¿ªÔÆÌåÓý

Re: Scoping the Power Rails [8566B]


 

Might not be a bad idea to look up and review Bob Pease's article(s) on this. Grounding was a particular concern of his and he wrote several very good articles explaining the concepts.

Cheers!

Bruc

Quoting Dave McGuire <mcguire@...>:

On 2/27/22 12:41, Jinxie wrote:
I'm not too sure what Harke means. I don't see what shorting the tip to the ground is going to achieve.
I'm probing A17 and A18 boards and there is simply /nowhere/ other than nearby aluminium chassis to clip the ground lead to. I appreciate what you say about keep the loop as short as possible, but the only alternative would be to pull the boards and solder fly-leads directly to the closest ground pours on the PCBs themselves. It's a pity HP didn't provide convenient, accessible ground pins for this purpose!
(It would be helpful to quote the email that you're replying to. Hint: This is a mailing list, not a web forum.)

I don't mean this the way it's going to sound, but most people don't see what it's going to achieve. Think of it this way.

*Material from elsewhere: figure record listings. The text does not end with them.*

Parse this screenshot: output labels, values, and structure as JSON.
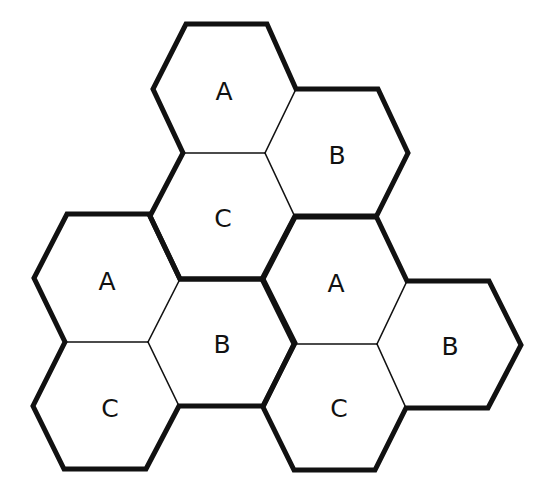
{
  "diagram": {
    "colors": {
      "stroke": "#111111",
      "fill": "#ffffff",
      "background": "#ffffff"
    },
    "stroke_widths": {
      "thick": 5,
      "thin": 1.6
    },
    "hexagons": [
      {
        "id": "top-a",
        "label": "A",
        "cx": 224,
        "cy": 89,
        "cluster": "top"
      },
      {
        "id": "top-b",
        "label": "B",
        "cx": 337,
        "cy": 153,
        "cluster": "top"
      },
      {
        "id": "top-c",
        "label": "C",
        "cx": 223,
        "cy": 216,
        "cluster": "top"
      },
      {
        "id": "left-a",
        "label": "A",
        "cx": 107,
        "cy": 278,
        "cluster": "left"
      },
      {
        "id": "left-b",
        "label": "B",
        "cx": 222,
        "cy": 342,
        "cluster": "left"
      },
      {
        "id": "left-c",
        "label": "C",
        "cx": 106,
        "cy": 406,
        "cluster": "left"
      },
      {
        "id": "right-a",
        "label": "A",
        "cx": 335,
        "cy": 280,
        "cluster": "right"
      },
      {
        "id": "right-b",
        "label": "B",
        "cx": 449,
        "cy": 344,
        "cluster": "right"
      },
      {
        "id": "right-c",
        "label": "C",
        "cx": 335,
        "cy": 407,
        "cluster": "right"
      }
    ]
  }
}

Visualize the probe tip, ground clip, and ground wire as a "pickup loop", an antenna of sorts. Anything nearby can induce a current in that loop. "Ground" is a "virtual" entity in electronics; it means nothing other than "reference point of the moment". Everything is relative to "ground", but what "ground" means is relative. Your oscilloscope is showing a graph of voltage against "ground". Any voltage at the probe tip will cause Y-axis deflection on the oscilloscope, but variations in the voltage at the ground lead, with constant voltage at the probe tip, will also cause Y-axis deflection, because it's graphing the relative voltage between the two.

If current is induced in the ground wire, the oscilloscope's idea of "ground" changes, and you'll see Y deflection on the oscilloscope.

I'm not explaining things very well today, so I hope the concept is clear.

-Dave

--
Dave McGuire, AK4HZ
New Kensington, PA


Join [email protected] to automatically receive all group messages.